July 14, 2018 — 8:41 AM
terribleminds says:
True, but also, not entirely — SAVE THE CAT, again, isn’t a rulebook for writers of fiction. It’s a rulebook for screenwriters of blockbuster cinema. But agreed that this is best how to read it — guidelines. A thing you can break, not even because you need to, but because this shit isn’t really hard and fast in the first place.
July 14, 2018 — 2:37 PM
Gary says:
I’ve been writing forever, but have only recently started looking at (screenwriting style) plotting and beatsheets and I’m all but PARALYZED with doubt while trying to apply it to my writing. It feels so awkward and unnatural. I’m a pantser not a plotter, but it takes FOREVER to get anything done plotting retroactively. It’s like trying to assemble a living chicken from a bucket of KFC.
July 14, 2018 — 9:14 PM
Rebecca Douglass says:
I’ve read it. As with pretty much every writing book I’ve read (yup–including Chuck’s), there are nuggets I can haul away, and lots of stuff that either makes me wonder if I’m writing at all, or makes me wonder how the author ever writes anything, what with all this structure and stuff to keep thinking about.I suspect that it’s good to read the books.

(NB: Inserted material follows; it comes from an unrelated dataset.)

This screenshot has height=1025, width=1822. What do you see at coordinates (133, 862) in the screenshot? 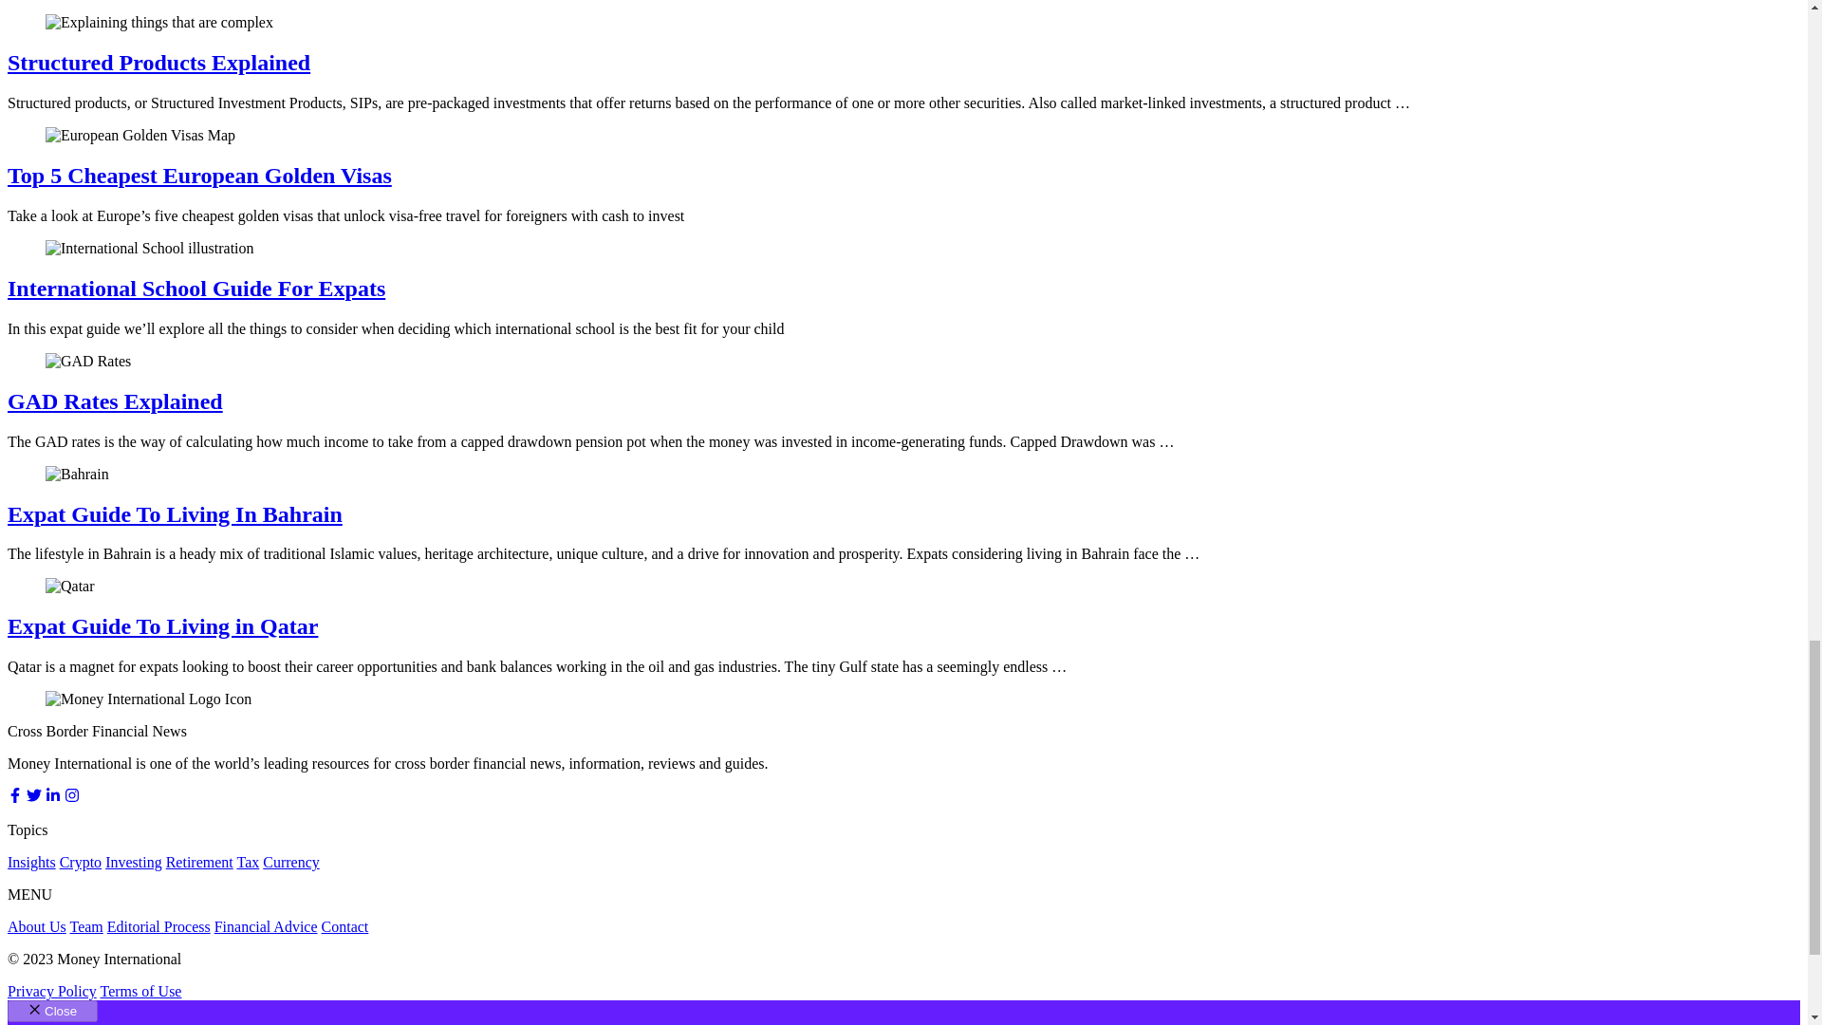
I see `Investing` at bounding box center [133, 862].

Some of that stuff seeps into the unconscious the way the grammar and structure of the English language seeped into me through reading, rather than memorizing rules, and probably helps me plot a better story. But I’m not treating any writers’ guide as the Bible. Hell, I don’t treat the Bible as the Bible.
July 30, 2018 — 4:59 PM
susielindau says:
I had heard that film producers are looking for non-formulaic scripts. TV shows are the worst! I always know who murdered the poor slob. No fun in that. SO I agree that using it in books could make it boring and predictable.
July 31, 2018 — 11:26 AM
stuartpaynepoetry says:
Could you not leave out some food and water for the cat? Some shelter for bad weather. Contact a local TNR group about sterilisation if needed.
December 10, 2018 — 6:04 PM
Mindy M says:
Update to your blog. There’s a book called Save the Cat Writes a Novel! I suggest people use that for book writing instead.Take care!